“Better to reign in hell than serve in heaven.” In Paradise Lost, Milton gives Lucifer great lines. But after all, he is the most beautiful and brilliant of all the angels—in Hebrew his name means “to shine” or “to bear light;” in Latin it means “morning star.”
One January in college, I elected to read Paradise Lost (yes, as an elective course). As snow and cold blanketed the campus, a thick, wintery depression descended on me. I discovered I couldn’t read the epic in any analytical literary way, just picture some of it, feel the consequence of it, the possibility of doom. Lucifer was like the glamorous college roommate off drinking wine in sunny Italy, challenging my puritanical belief in the power of hard work and good intentions, seemingly revealing that being gorgeous and having a fabulous life had more to do with a sense of personal entitlement than with any boring old objective truth—who could say what that was anyway?
Lucifer was bursting with pride and vanity, just like my rich roommate. But he was also heroic, struggling to overcome his doubts and weaknesses to wage revolution against what he presents as the tyranny of God. Milton draws us to him, making evil seem attractive (at least at first). Lucifer s just so damned bold and confident, more dazzling than the coolest person you ever met, completely unafraid of being damned eternally.
Milton’s great epic poem has two narrative arcs (and thank you to Wiki for the help): the journey of Lucifer and the comparatively plodding progress of Adam and Eve. It begins after Lucifer and other rebel angels have been defeated and banished to Hell (Milton also uses the term for Hell used in the Greek myths, Tartarus). Employing dazzling rhetorical skill to rally his troops, Lucifer personally volunteers to poison the newly-created Earth and God’s new creation, Mankind. He braves great dangers alone, arduously traversing the Chaos outside Hell to enter God’s new material World, and later the Garden of Eden—his journey has been compared to Odysseus or Aeneas.
At several points in the poem, a great Angelic War over Heaven is recounted from different perspectives. The battles between the faithful angels and Lucifer’s forces take place over three days. The final battle involves the Son of God single-handedly defeating the entire legion of angelic rebels and banishing them from Heaven. Following the purging of Heaven, God creates the World, culminating in his creation of Adam and Eve. The rest, as they say, is history. God gave Adam and Eve total freedom, but one explicit command: do not eat from the Tree of the knowledge of good and evil. They will meet Lucifer again in the Garden of Good and Evil, this time as Satan.
Here is my chance to clear up a common misconception: Lucifer and Satan are not actually the same. Lucifer is a fallen angel—he has a form. He falls to hell because he is completely unwilling to be subjugated by God and his Son, claiming that angels are “self-begot, self-raised.” Lucifer is dazzling, charismatic, able to rally other angels, arguing that God rules as a tyrant and that all the angels ought to rule as gods. Lucifer is pure ego, but not the opposite of God, rather a split off, fallen piece of Him.
Satan is a spirit of evil that has lived in the world for thousands of years. He promises that one day he will make himself visible. He will be the Beast but proclaim himself God. He is the opposing resistance to God, the murderer and “father of lies” from the beginning. Lucifer was perfect until he succumbed…to Satan.
There are certain truths that take a long, long time to unfold—the length of a book, decades of life. Lucifer was cool, gorgeous, like a rock star or your rich and decadent college roommate. How can the seemingly humble Son of God—or even the admittedly human Buddha compete with such glamour and charisma? Buddha grew old and sick, according to the legend he was poisoned, in what sense did overcome death and suffering—the tyranny of creation?
This is how: Lucifer degenerates, becomes incoherent, confused, finally slithering off. The spirit that is Satan has always been portrayed as a serpent, a snake, a dragon—and in the end Lucifer is completely identified with Satan.
This is the fate of addicts. They don’t age well. Rock stars usually don’t age well. Entitled people don’t usually age well. Lucifer was addicted to his own raging ego, his own pride. He wanted to be the center of his own self-begot world, to rule rather than serve as part of a greater Whole. He waged war, volunteered to poison the Earth, proved willing to do anything to keep the domain of the self safe, to shore up his bottomless feeling of lack. The rest, as they say, is history. The spirit of evil took over. Lucifer became Satan. He wasn’t pretty and brilliant anymore.
Years later, working in the first of several Dickensian jobs in publishing, my literary agent boss gave me a ticket to a special show at the New York Public Library. Among the first editions on display was a tiny threadbare copy of Paradise Lost. Blind and about 60 years old when it was published, Milton made a whopped twelve British pounds on it in his life time (maybe twenty-four, I forget), but very little money. He hoped for a few but fit readers. I was not among them.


# Problem description
Here the job is to print all of the entries below verbatim and leave out any picture.
--- START ---
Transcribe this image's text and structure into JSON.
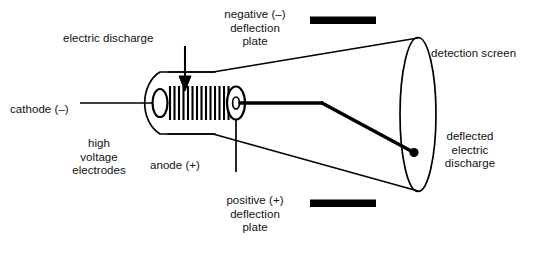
{
  "diagram": {
    "background_color": "#ffffff",
    "stroke_color": "#000000",
    "labels": {
      "electric_discharge": "electric discharge",
      "negative_plate": "negative (–)\ndeflection\nplate",
      "detection_screen": "detection screen",
      "cathode": "cathode (–)",
      "high_voltage_electrodes": "high\nvoltage\nelectrodes",
      "anode": "anode (+)",
      "positive_plate": "positive (+)\ndeflection\nplate",
      "deflected_discharge": "deflected\nelectric\ndischarge"
    },
    "parts": [
      {
        "name": "cathode-electrode",
        "charge": "–",
        "label": "cathode (–)"
      },
      {
        "name": "anode-electrode",
        "charge": "+",
        "label": "anode (+)"
      },
      {
        "name": "negative-deflection-plate",
        "charge": "–",
        "label": "negative (–) deflection plate"
      },
      {
        "name": "positive-deflection-plate",
        "charge": "+",
        "label": "positive (+) deflection plate"
      },
      {
        "name": "detection-screen",
        "charge": "",
        "label": "detection screen"
      },
      {
        "name": "electron-beam",
        "charge": "",
        "label": "electric discharge"
      },
      {
        "name": "deflected-beam",
        "charge": "",
        "label": "deflected electric discharge"
      }
    ]
  }
}
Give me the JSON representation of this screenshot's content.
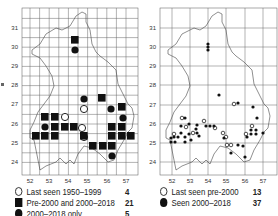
{
  "maps": [
    {
      "id": "left",
      "x_ticks": [
        "52",
        "53",
        "54",
        "55",
        "56",
        "57"
      ],
      "y_ticks": [
        "31",
        "30",
        "29",
        "28",
        "27",
        "26",
        "25",
        "24"
      ],
      "legend": [
        {
          "symbol": "open-circle",
          "label": "Last seen 1950–1999",
          "count": "4"
        },
        {
          "symbol": "filled-square",
          "label": "Pre-2000 and 2000–2018",
          "count": "21"
        },
        {
          "symbol": "filled-circle",
          "label": "2000–2018 only",
          "count": "5"
        }
      ]
    },
    {
      "id": "right",
      "x_ticks": [
        "52",
        "53",
        "54",
        "55",
        "56",
        "57"
      ],
      "y_ticks": [
        "31",
        "30",
        "29",
        "28",
        "27",
        "26",
        "25",
        "24"
      ],
      "legend": [
        {
          "symbol": "open-circle",
          "label": "Last seen pre-2000",
          "count": "13"
        },
        {
          "symbol": "filled-circle",
          "label": "Seen 2000–2018",
          "count": "37"
        }
      ]
    }
  ],
  "colors": {
    "ink": "#111111",
    "grid": "#555555",
    "outline": "#444444",
    "background": "#ffffff"
  }
}
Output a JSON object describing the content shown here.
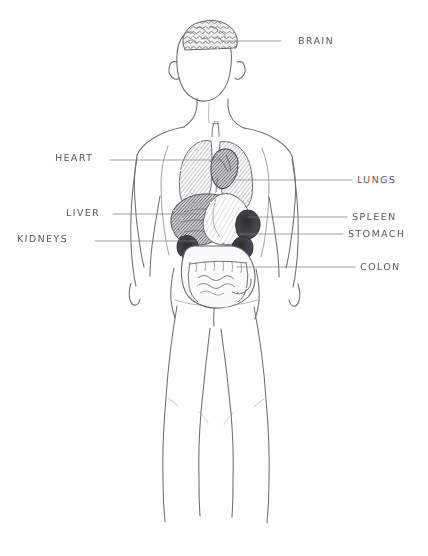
{
  "document": {
    "type": "pencil-sketch-anatomy-diagram",
    "title": "Human body organ diagram",
    "background_color": "#fefefe",
    "ink_color": "#5a5a5e",
    "width": 428,
    "height": 556
  },
  "figure": {
    "name": "human-body-outline",
    "parts": [
      "head",
      "neck",
      "shoulders",
      "arms",
      "torso",
      "hips",
      "legs"
    ]
  },
  "labels": [
    {
      "id": "brain",
      "text": "BRAIN",
      "side": "right",
      "text_x": 298,
      "text_y": 35,
      "line_x1": 281,
      "line_y1": 41,
      "line_x2": 222,
      "line_y2": 41
    },
    {
      "id": "lungs",
      "text": "LUNGS",
      "side": "right",
      "text_x": 357,
      "text_y": 174,
      "line_x1": 352,
      "line_y1": 180,
      "line_x2": 232,
      "line_y2": 180
    },
    {
      "id": "spleen",
      "text": "SPLEEN",
      "side": "right",
      "text_x": 352,
      "text_y": 211,
      "line_x1": 347,
      "line_y1": 217,
      "line_x2": 248,
      "line_y2": 217
    },
    {
      "id": "stomach",
      "text": "STOMACH",
      "side": "right",
      "text_x": 348,
      "text_y": 228,
      "line_x1": 343,
      "line_y1": 234,
      "line_x2": 240,
      "line_y2": 234
    },
    {
      "id": "colon",
      "text": "COLON",
      "side": "right",
      "text_x": 360,
      "text_y": 261,
      "line_x1": 355,
      "line_y1": 267,
      "line_x2": 237,
      "line_y2": 267
    },
    {
      "id": "heart",
      "text": "HEART",
      "side": "left",
      "text_x": 55,
      "text_y": 152,
      "line_x1": 110,
      "line_y1": 160,
      "line_x2": 220,
      "line_y2": 160
    },
    {
      "id": "liver",
      "text": "LIVER",
      "side": "left",
      "text_x": 66,
      "text_y": 207,
      "line_x1": 113,
      "line_y1": 214,
      "line_x2": 200,
      "line_y2": 214
    },
    {
      "id": "kidneys",
      "text": "KIDNEYS",
      "side": "left",
      "text_x": 17,
      "text_y": 233,
      "line_x1": 95,
      "line_y1": 241,
      "line_x2": 196,
      "line_y2": 241
    }
  ],
  "organs": [
    {
      "id": "brain",
      "name": "brain",
      "shading": "dense-squiggle"
    },
    {
      "id": "lungs",
      "name": "lungs",
      "shading": "medium-hatch"
    },
    {
      "id": "heart",
      "name": "heart",
      "shading": "dark"
    },
    {
      "id": "liver",
      "name": "liver",
      "shading": "dark-hatch"
    },
    {
      "id": "stomach",
      "name": "stomach",
      "shading": "light"
    },
    {
      "id": "spleen",
      "name": "spleen",
      "shading": "very-dark"
    },
    {
      "id": "kidneys",
      "name": "kidneys",
      "shading": "very-dark"
    },
    {
      "id": "colon",
      "name": "colon",
      "shading": "outlined-coil"
    }
  ]
}
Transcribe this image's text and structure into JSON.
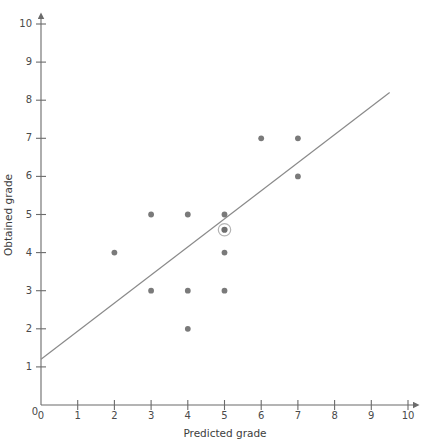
{
  "chart_data": {
    "type": "scatter",
    "title": "",
    "xlabel": "Predicted grade",
    "ylabel": "Obtained grade",
    "xlim": [
      0,
      10
    ],
    "ylim": [
      0,
      10
    ],
    "xticks": [
      0,
      1,
      2,
      3,
      4,
      5,
      6,
      7,
      8,
      9,
      10
    ],
    "yticks": [
      0,
      1,
      2,
      3,
      4,
      5,
      6,
      7,
      8,
      9,
      10
    ],
    "xtick_labels": [
      "0",
      "1",
      "2",
      "3",
      "4",
      "5",
      "6",
      "7",
      "8",
      "9",
      "10"
    ],
    "ytick_labels": [
      "0",
      "1",
      "2",
      "3",
      "4",
      "5",
      "6",
      "7",
      "8",
      "9",
      "10"
    ],
    "grid": false,
    "legend": null,
    "points": [
      {
        "x": 2,
        "y": 4
      },
      {
        "x": 3,
        "y": 5
      },
      {
        "x": 3,
        "y": 3
      },
      {
        "x": 4,
        "y": 5
      },
      {
        "x": 4,
        "y": 3
      },
      {
        "x": 4,
        "y": 2
      },
      {
        "x": 5,
        "y": 5
      },
      {
        "x": 5,
        "y": 4
      },
      {
        "x": 5,
        "y": 3
      },
      {
        "x": 6,
        "y": 7
      },
      {
        "x": 7,
        "y": 7
      },
      {
        "x": 7,
        "y": 6
      }
    ],
    "highlighted_point": {
      "x": 5,
      "y": 4.6,
      "marker": "circled-mean-point"
    },
    "trend_line": {
      "type": "line",
      "x_start": 0,
      "y_start": 1.2,
      "x_end": 9.5,
      "y_end": 8.2,
      "slope": 0.737,
      "intercept": 1.2
    },
    "colors": {
      "point": "#7a7a7a",
      "line": "#8a8a8a",
      "axis": "#6b6b6b",
      "text": "#3d3d3d"
    }
  },
  "axes": {
    "x_title": "Predicted grade",
    "y_title": "Obtained grade"
  }
}
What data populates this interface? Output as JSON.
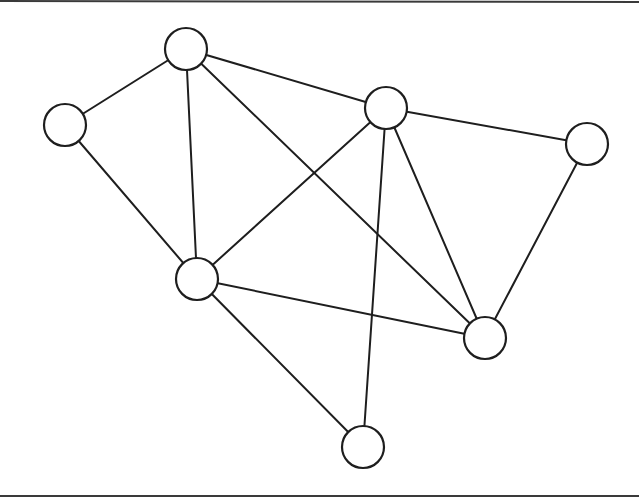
--- END ---
# Answer for this exercise
Transcribe this image's text and structure into JSON.
{
  "diagram": {
    "background_color": "#ffffff",
    "stroke_color": "#000000",
    "labels": {
      "electric_discharge": "electric discharge",
      "negative_plate": "negative (–)\ndeflection\nplate",
      "detection_screen": "detection screen",
      "cathode": "cathode (–)",
      "high_voltage_electrodes": "high\nvoltage\nelectrodes",
      "anode": "anode (+)",
      "positive_plate": "positive (+)\ndeflection\nplate",
      "deflected_discharge": "deflected\nelectric\ndischarge"
    },
    "parts": [
      {
        "name": "cathode-electrode",
        "charge": "–",
        "label": "cathode (–)"
      },
      {
        "name": "anode-electrode",
        "charge": "+",
        "label": "anode (+)"
      },
      {
        "name": "negative-deflection-plate",
        "charge": "–",
        "label": "negative (–) deflection plate"
      },
      {
        "name": "positive-deflection-plate",
        "charge": "+",
        "label": "positive (+) deflection plate"
      },
      {
        "name": "detection-screen",
        "charge": "",
        "label": "detection screen"
      },
      {
        "name": "electron-beam",
        "charge": "",
        "label": "electric discharge"
      },
      {
        "name": "deflected-beam",
        "charge": "",
        "label": "deflected electric discharge"
      }
    ]
  }
}
Give me the JSON representation of this screenshot's content.
{
  "maps": [
    {
      "id": "left",
      "x_ticks": [
        "52",
        "53",
        "54",
        "55",
        "56",
        "57"
      ],
      "y_ticks": [
        "31",
        "30",
        "29",
        "28",
        "27",
        "26",
        "25",
        "24"
      ],
      "legend": [
        {
          "symbol": "open-circle",
          "label": "Last seen 1950–1999",
          "count": "4"
        },
        {
          "symbol": "filled-square",
          "label": "Pre-2000 and 2000–2018",
          "count": "21"
        },
        {
          "symbol": "filled-circle",
          "label": "2000–2018 only",
          "count": "5"
        }
      ]
    },
    {
      "id": "right",
      "x_ticks": [
        "52",
        "53",
        "54",
        "55",
        "56",
        "57"
      ],
      "y_ticks": [
        "31",
        "30",
        "29",
        "28",
        "27",
        "26",
        "25",
        "24"
      ],
      "legend": [
        {
          "symbol": "open-circle",
          "label": "Last seen pre-2000",
          "count": "13"
        },
        {
          "symbol": "filled-circle",
          "label": "Seen 2000–2018",
          "count": "37"
        }
      ]
    }
  ],
  "colors": {
    "ink": "#111111",
    "grid": "#555555",
    "outline": "#444444",
    "background": "#ffffff"
  }
}
Output a JSON object describing the content shown here.
{
  "document": {
    "type": "pencil-sketch-anatomy-diagram",
    "title": "Human body organ diagram",
    "background_color": "#fefefe",
    "ink_color": "#5a5a5e",
    "width": 428,
    "height": 556
  },
  "figure": {
    "name": "human-body-outline",
    "parts": [
      "head",
      "neck",
      "shoulders",
      "arms",
      "torso",
      "hips",
      "legs"
    ]
  },
  "labels": [
    {
      "id": "brain",
      "text": "BRAIN",
      "side": "right",
      "text_x": 298,
      "text_y": 35,
      "line_x1": 281,
      "line_y1": 41,
      "line_x2": 222,
      "line_y2": 41
    },
    {
      "id": "lungs",
      "text": "LUNGS",
      "side": "right",
      "text_x": 357,
      "text_y": 174,
      "line_x1": 352,
      "line_y1": 180,
      "line_x2": 232,
      "line_y2": 180
    },
    {
      "id": "spleen",
      "text": "SPLEEN",
      "side": "right",
      "text_x": 352,
      "text_y": 211,
      "line_x1": 347,
      "line_y1": 217,
      "line_x2": 248,
      "line_y2": 217
    },
    {
      "id": "stomach",
      "text": "STOMACH",
      "side": "right",
      "text_x": 348,
      "text_y": 228,
      "line_x1": 343,
      "line_y1": 234,
      "line_x2": 240,
      "line_y2": 234
    },
    {
      "id": "colon",
      "text": "COLON",
      "side": "right",
      "text_x": 360,
      "text_y": 261,
      "line_x1": 355,
      "line_y1": 267,
      "line_x2": 237,
      "line_y2": 267
    },
    {
      "id": "heart",
      "text": "HEART",
      "side": "left",
      "text_x": 55,
      "text_y": 152,
      "line_x1": 110,
      "line_y1": 160,
      "line_x2": 220,
      "line_y2": 160
    },
    {
      "id": "liver",
      "text": "LIVER",
      "side": "left",
      "text_x": 66,
      "text_y": 207,
      "line_x1": 113,
      "line_y1": 214,
      "line_x2": 200,
      "line_y2": 214
    },
    {
      "id": "kidneys",
      "text": "KIDNEYS",
      "side": "left",
      "text_x": 17,
      "text_y": 233,
      "line_x1": 95,
      "line_y1": 241,
      "line_x2": 196,
      "line_y2": 241
    }
  ],
  "organs": [
    {
      "id": "brain",
      "name": "brain",
      "shading": "dense-squiggle"
    },
    {
      "id": "lungs",
      "name": "lungs",
      "shading": "medium-hatch"
    },
    {
      "id": "heart",
      "name": "heart",
      "shading": "dark"
    },
    {
      "id": "liver",
      "name": "liver",
      "shading": "dark-hatch"
    },
    {
      "id": "stomach",
      "name": "stomach",
      "shading": "light"
    },
    {
      "id": "spleen",
      "name": "spleen",
      "shading": "very-dark"
    },
    {
      "id": "kidneys",
      "name": "kidneys",
      "shading": "very-dark"
    },
    {
      "id": "colon",
      "name": "colon",
      "shading": "outlined-coil"
    }
  ]
}
Transcribe this image's text and structure into JSON.
{
  "chart_data": {
    "type": "scatter",
    "title": "",
    "xlabel": "Predicted grade",
    "ylabel": "Obtained grade",
    "xlim": [
      0,
      10
    ],
    "ylim": [
      0,
      10
    ],
    "xticks": [
      0,
      1,
      2,
      3,
      4,
      5,
      6,
      7,
      8,
      9,
      10
    ],
    "yticks": [
      0,
      1,
      2,
      3,
      4,
      5,
      6,
      7,
      8,
      9,
      10
    ],
    "xtick_labels": [
      "0",
      "1",
      "2",
      "3",
      "4",
      "5",
      "6",
      "7",
      "8",
      "9",
      "10"
    ],
    "ytick_labels": [
      "0",
      "1",
      "2",
      "3",
      "4",
      "5",
      "6",
      "7",
      "8",
      "9",
      "10"
    ],
    "grid": false,
    "legend": null,
    "points": [
      {
        "x": 2,
        "y": 4
      },
      {
        "x": 3,
        "y": 5
      },
      {
        "x": 3,
        "y": 3
      },
      {
        "x": 4,
        "y": 5
      },
      {
        "x": 4,
        "y": 3
      },
      {
        "x": 4,
        "y": 2
      },
      {
        "x": 5,
        "y": 5
      },
      {
        "x": 5,
        "y": 4
      },
      {
        "x": 5,
        "y": 3
      },
      {
        "x": 6,
        "y": 7
      },
      {
        "x": 7,
        "y": 7
      },
      {
        "x": 7,
        "y": 6
      }
    ],
    "highlighted_point": {
      "x": 5,
      "y": 4.6,
      "marker": "circled-mean-point"
    },
    "trend_line": {
      "type": "line",
      "x_start": 0,
      "y_start": 1.2,
      "x_end": 9.5,
      "y_end": 8.2,
      "slope": 0.737,
      "intercept": 1.2
    },
    "colors": {
      "point": "#7a7a7a",
      "line": "#8a8a8a",
      "axis": "#6b6b6b",
      "text": "#3d3d3d"
    }
  },
  "axes": {
    "x_title": "Predicted grade",
    "y_title": "Obtained grade"
  }
}
What data populates this interface? Output as JSON.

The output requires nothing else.